Sanzo Wada

Sanzo Wada (Japanese和田 三 造, March 3, 1883 in Ikuno, Asago District, Hyōgo Prefecture, † August 22, 1967 in Tokyo ) was a Japanese painter and costume designer who won an Oscar for Best Costume Design at the Academy Awards in 1955 a color film won.

Life

Sanzo Wada attended the daimyo Elementary School in Fukuoka and in 1897 became the Shūyūkan Middle School of Fukuoka prefecture. After finishing school he began in 1899 to study painting at the renowned painter Kuroda Seiki, the end of the 19th century and early 20th century introduced Western elements in Japanese art and thus the school of Western painting ( Yōga ) coined. In 1901 he moved to the Academy of Art Tokyo ( Tōkyō today Geijutsu Daigaku ) and met artists such as Shigeru Aoki know. In 1902 he settled first on the Pacific island of Hachijo -jima, and then click Izu - Oshima, where he began southerly wind with his painting cycle.

After returning to Tokyo, he began in 1904 to study at the local school of Fine Arts, presented in 1907 with funding from the Ministry of Education for the first time his paintings publicly and received several awards for it. During this time he also had contact with the active in the Japanese Empire ultranationalist organization Gen'yōsha. At the invitation of the French Ministry of Education in 1909, he undertook an educational trip to Europe, where he worked on crafts, design, and an early film. Later he studied 1914-1915 Oriental art in Burma and India.

In the following years he organized for the Academy of arts exhibitions and dealt early 1920s with studies on color theory. He also dealt in 1923 with the study of the Orientalists of Ernest Fenollosa Francisco and the art historian Okakura Kakuzo 1890 introduced Malstilrichtung Nihonga before he created in 1924 large murals in the official residence of the Governor-General in Korea. For his services to Japanese painting, he was a member of the Academy of Arts in 1927.

Also in 1927, he sat down by the establishment of a society for the standardization of colors for the introduction of standards. The results of his research into color theory, he published the book in light of the entire color ( 1931) and took over in 1932 a professor of design at the Art Academy in Tokyo, where he taught until 1944. After 1945, the Japanese Institute for Color Research was reorganized as a society for color standardization, he was its president and led in this capacity in 1951, the first Japanese color standard card.

In 1953 he was instrumental in the production of color film produced by the film production company Daiei film The Gates of Hell ( Jigokumon ) of Kinugasa Teinosuke with Machiko Kyo, Kazuo Hasegawa and Isao Yamagata with in the lead roles as a costume designer and color consultant and won this at the Academy Awards 1955 Oscar for best Costume Design.

In his last years he also dealt with the Sumi -e, the black and white Japanese ink painting and in 1958 was appointed as the person with special cultural merits.

His best-known works, including paintings such as hope Oshima (1907 ), to the south (1907 ), Too Much (1933 ), Self- Massage (1936 ), Possible rain on the Sumida River (1937 ), Koa Mandala ( 1940) and Poppy (1960 ) belong to the Meiji Memorial Picture Gallery and the Kyoto Municipal Museum of Art are in the National Museum of Modern Art exhibited.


**Your objective:**
Could you write out, exactly and with no pictures, every line from the one containing "Decompose this screenshot" through the last line of the entries?

**Supplied records:**
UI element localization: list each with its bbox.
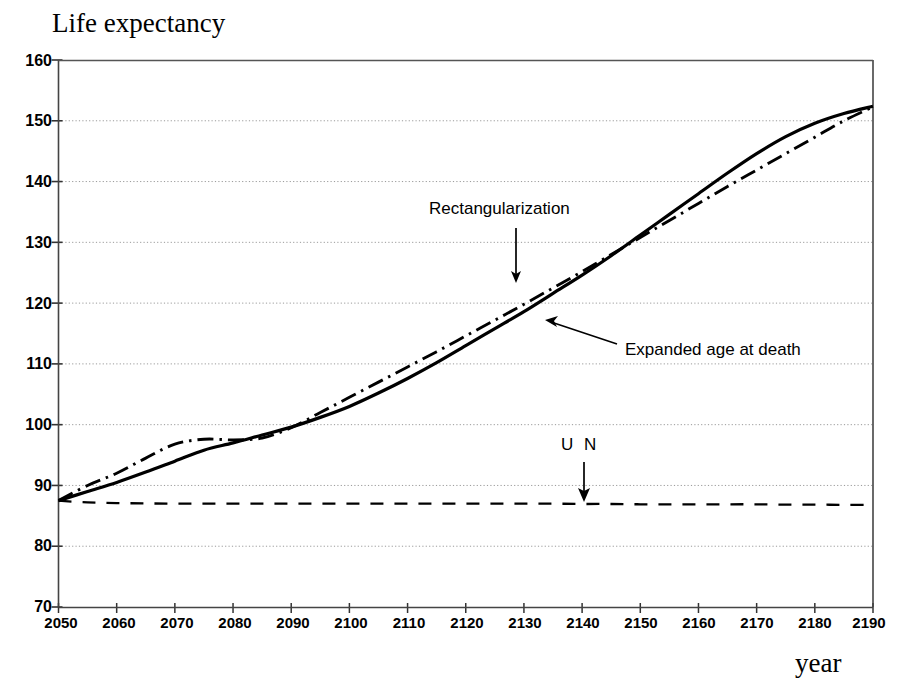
series-line-un	[59, 501, 874, 505]
series-line-rectangularization	[59, 107, 874, 501]
data-series-layer	[59, 106, 874, 505]
chart-container: Life expectancy 70 80 90 100 110 120 130…	[0, 0, 899, 687]
annotation-label-expanded-age-at-death: Expanded age at death	[625, 340, 801, 360]
annotation-arrow-rectangularization	[511, 228, 521, 283]
gridlines	[59, 121, 874, 546]
annotation-label-rectangularization: Rectangularization	[429, 199, 570, 219]
annotation-arrow-expanded-age-at-death	[545, 316, 617, 344]
annotation-label-un: U N	[561, 435, 599, 455]
x-axis-title: year	[795, 648, 841, 679]
annotation-arrow-un	[578, 462, 590, 502]
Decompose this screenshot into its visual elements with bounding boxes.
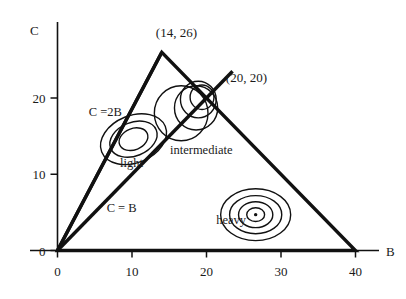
cluster-label-heavy: heavy <box>216 213 247 227</box>
y-tick-label-0: 0 <box>39 244 46 259</box>
y-axis-title: C <box>30 23 39 38</box>
cluster-center-dot-heavy <box>254 213 257 216</box>
cluster-label-intermediate: intermediate <box>170 143 233 157</box>
x-tick-label-0: 0 <box>54 264 61 279</box>
x-tick-label-30: 30 <box>275 264 288 279</box>
boundary-label-0: C =2B <box>89 105 122 119</box>
x-axis-title: B <box>386 244 395 259</box>
point-annotation-0: (14, 26) <box>156 25 197 40</box>
point-annotation-1: (20, 20) <box>226 70 267 85</box>
y-tick-label-10: 10 <box>33 167 46 182</box>
chart-container: 01020304001020 CBC =2BC = Blightintermed… <box>0 0 406 299</box>
cluster-label-light: light <box>120 156 143 170</box>
x-tick-label-10: 10 <box>126 264 139 279</box>
scatter-contour-chart: 01020304001020 CBC =2BC = Blightintermed… <box>0 0 406 299</box>
x-tick-label-20: 20 <box>200 264 213 279</box>
boundary-label-1: C = B <box>107 201 137 215</box>
x-tick-label-40: 40 <box>349 264 362 279</box>
y-tick-label-20: 20 <box>33 91 46 106</box>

**Your solution:**
Decompose this screenshot into its visual elements with bounding boxes.
cluster-label-heavy: heavy <box>216 213 247 227</box>
y-tick-label-0: 0 <box>39 244 46 259</box>
y-axis-title: C <box>30 23 39 38</box>
cluster-center-dot-heavy <box>254 213 257 216</box>
cluster-label-intermediate: intermediate <box>170 143 233 157</box>
x-tick-label-0: 0 <box>54 264 61 279</box>
x-tick-label-30: 30 <box>275 264 288 279</box>
boundary-label-0: C =2B <box>89 105 122 119</box>
x-axis-title: B <box>386 244 395 259</box>
point-annotation-0: (14, 26) <box>156 25 197 40</box>
point-annotation-1: (20, 20) <box>226 70 267 85</box>
y-tick-label-10: 10 <box>33 167 46 182</box>
chart-container: 01020304001020 CBC =2BC = Blightintermed… <box>0 0 406 299</box>
cluster-label-light: light <box>120 156 143 170</box>
x-tick-label-10: 10 <box>126 264 139 279</box>
scatter-contour-chart: 01020304001020 CBC =2BC = Blightintermed… <box>0 0 406 299</box>
x-tick-label-20: 20 <box>200 264 213 279</box>
boundary-label-1: C = B <box>107 201 137 215</box>
x-tick-label-40: 40 <box>349 264 362 279</box>
y-tick-label-20: 20 <box>33 91 46 106</box>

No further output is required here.